Plastic Pollution
Photo: Manan Vastsyayana
Unprecedented Plastic Pollution
When The Mermaids Cry: The Great Plastic Tide
By Claire Le Guern Lytle
The world population is living, working, vacationing, increasingly conglomerating along the coasts, and standing on the front row of the greatest, most unprecedented, plastic waste tide ever faced.
Washed out on our coasts in obvious and clearly visible form, the plastic debris spectacle blatantly unveiling on our beaches is only the prelude of the greater story that unfolded further away in the the world's oceans, yet mostly originating from where we stand: the land.
In 2008, our global plastic consumption worldwide has been estimated at 260 million tons. Plastic is versatile, lightweight, flexible, moisture resistant, strong, and relatively inexpensive. Those are the attractive qualities that lead us, around the world, to such a voracious appetite and over-consumption of plastic goods. However, durable and very slow to degrade, plastic materials that are used in the production of so many products all, ultimately, become waste with staying power. Our tremendous attraction to plastic, coupled with an undeniable behavioral propensity of increasingly over-consuming, discarding, littering and thus polluting, has become a combination of lethal nature. Read More
Oil Pollution
Exxon Valdez oil spill in 1989
Exxon Valdez oil spill in 1989
Boy walks on beach in Cochin, southwest India.
Oil spills on the worlds beaches and in the worlds oceans
By Linda Pilkey-Jarvis
Beaches and river shorelines all over the world are at risk from oil spills. Spills are most likely to occur while oil is transported or transferred between oil tankers, barges, pipelines, refineries, and distribution or storage facilities. Spills may also occur during natural disasters (such as hurricanes), or through deliberate acts by countries at war, sunken ships, vandals, or illegal dumpers. Read More
Trash Pollution
Ocean Pollution... and Ocean Polluters
By Bekah Barlow
Did you know that it's legal to dump trash in the ocean? Yes, there are limitations for what you can and cannot dump. But it is perfectly acceptable to dump your raw sewage, paper, rags, glass, metal, bottles, or similar refuse, as long as you are at least 12 miles away from the nearest shoreline. It is not permissible to dump plastics anywhere. Read More
Surfing in / Pollution
Chevron Accepts Responsibility For Oil Spill Off Brazil’s Coast
California oil giant Chevron Corp. promised to fully clean up a spill off Brazil’s coast, taking responsibility for an accident that has become a major test for one of the world’s fastest-growing oil frontiers. 416,400 litres had leaked so far, since the accident happened almost two weeks ago…
Most oil emptied from stricken New Zealand ship
Salvage crews have pumped almost all the oil from a container ship that ran aground on a New Zealand reef and caused the country’s worst maritime pollution disaster, authorities said Monday. The cost of the response so far was about $12 million.
New US offshore oil leasing plan includes Arctic
The Obama administration proposed a new plan for offshore oil and gas leases in the Gulf of Mexico and off the coast of Alaska, including the environmentally sensitive Arctic.
Building Schools And Houses Out Of Plastic Trash
“How can we change the world? It starts with the kids…”
Decline in Dead Zones: Efforts to Heal Chesapeake Bay Are Working
Although climatic factors and sea level rise are influencing hypoxia, efforts to reduce the flow of fertilizers, animal waste and other pollutants into the Chesapeake Bay, appear to be giving a boost to the bay’s health, a new study that analyzed 60 years of water quality data has concluded.
New Charges As Storm Threatens Stranded N.Z. Ship
Officers from Rena, the cargo ship stranded on a New Zealand reef for nearly a month now, faced new charges Wednesday amid ongoing fears the vessel could break up, leaking more oil and worsening the environmental disaster.
EU To Extend Coastal Pollution Fines To 200 Nautical Miles
The European Commission proposed new rules to force oil-drilling companies to pay for pollution caused up to 200 nautical miles off European coastlines.
Houses Made Of Plastic Bottles, Argentina
A man in Argentina who built his house and furniture out of plastic bottles has been so successful that he is now teaching other people how to do the same.
North Sea Oil Spill Risk Unacceptably High
The European commission has warned that the likelihood of a Deepwater Horizon-type accident in the North Sea remains “unacceptably high” as it outlined new laws to counter the danger.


■ **Problem to work on**: I'd like the entries repeated exactly, pictures omitted.

■ **Dataset**:
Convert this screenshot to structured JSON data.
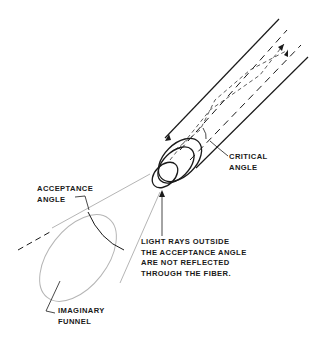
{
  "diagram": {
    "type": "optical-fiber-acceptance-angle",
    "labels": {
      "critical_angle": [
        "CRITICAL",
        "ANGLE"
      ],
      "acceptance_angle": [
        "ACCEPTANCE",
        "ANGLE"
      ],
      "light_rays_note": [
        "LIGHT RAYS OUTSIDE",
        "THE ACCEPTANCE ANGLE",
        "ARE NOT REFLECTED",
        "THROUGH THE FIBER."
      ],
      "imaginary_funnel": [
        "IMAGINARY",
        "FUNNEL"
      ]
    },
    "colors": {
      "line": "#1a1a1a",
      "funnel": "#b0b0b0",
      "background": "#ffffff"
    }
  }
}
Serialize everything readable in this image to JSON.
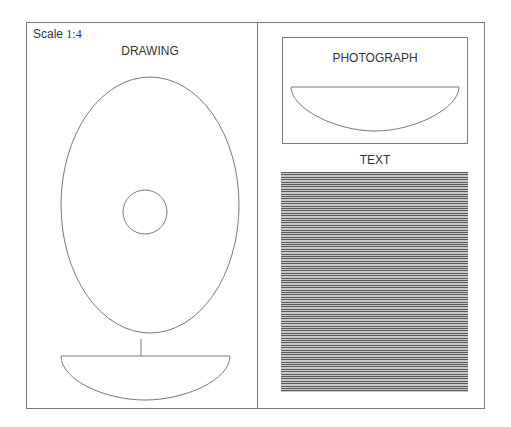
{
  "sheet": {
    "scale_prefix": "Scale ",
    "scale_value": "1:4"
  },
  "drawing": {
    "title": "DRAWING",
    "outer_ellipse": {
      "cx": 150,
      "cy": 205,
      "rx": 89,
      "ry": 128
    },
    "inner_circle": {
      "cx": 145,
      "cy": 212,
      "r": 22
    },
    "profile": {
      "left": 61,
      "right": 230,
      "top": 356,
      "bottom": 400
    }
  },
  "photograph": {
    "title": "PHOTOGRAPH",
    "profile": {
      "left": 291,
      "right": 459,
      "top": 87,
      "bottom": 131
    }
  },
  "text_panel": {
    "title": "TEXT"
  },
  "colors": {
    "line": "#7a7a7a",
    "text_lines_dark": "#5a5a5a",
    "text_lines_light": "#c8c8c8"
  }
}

■ **Answer**:
Convert this screenshot to structured JSON data.
{
  "diagram": {
    "type": "optical-fiber-acceptance-angle",
    "labels": {
      "critical_angle": [
        "CRITICAL",
        "ANGLE"
      ],
      "acceptance_angle": [
        "ACCEPTANCE",
        "ANGLE"
      ],
      "light_rays_note": [
        "LIGHT RAYS OUTSIDE",
        "THE ACCEPTANCE ANGLE",
        "ARE NOT REFLECTED",
        "THROUGH THE FIBER."
      ],
      "imaginary_funnel": [
        "IMAGINARY",
        "FUNNEL"
      ]
    },
    "colors": {
      "line": "#1a1a1a",
      "funnel": "#b0b0b0",
      "background": "#ffffff"
    }
  }
}
Serialize everything readable in this image to JSON.
{
  "sheet": {
    "scale_prefix": "Scale ",
    "scale_value": "1:4"
  },
  "drawing": {
    "title": "DRAWING",
    "outer_ellipse": {
      "cx": 150,
      "cy": 205,
      "rx": 89,
      "ry": 128
    },
    "inner_circle": {
      "cx": 145,
      "cy": 212,
      "r": 22
    },
    "profile": {
      "left": 61,
      "right": 230,
      "top": 356,
      "bottom": 400
    }
  },
  "photograph": {
    "title": "PHOTOGRAPH",
    "profile": {
      "left": 291,
      "right": 459,
      "top": 87,
      "bottom": 131
    }
  },
  "text_panel": {
    "title": "TEXT"
  },
  "colors": {
    "line": "#7a7a7a",
    "text_lines_dark": "#5a5a5a",
    "text_lines_light": "#c8c8c8"
  }
}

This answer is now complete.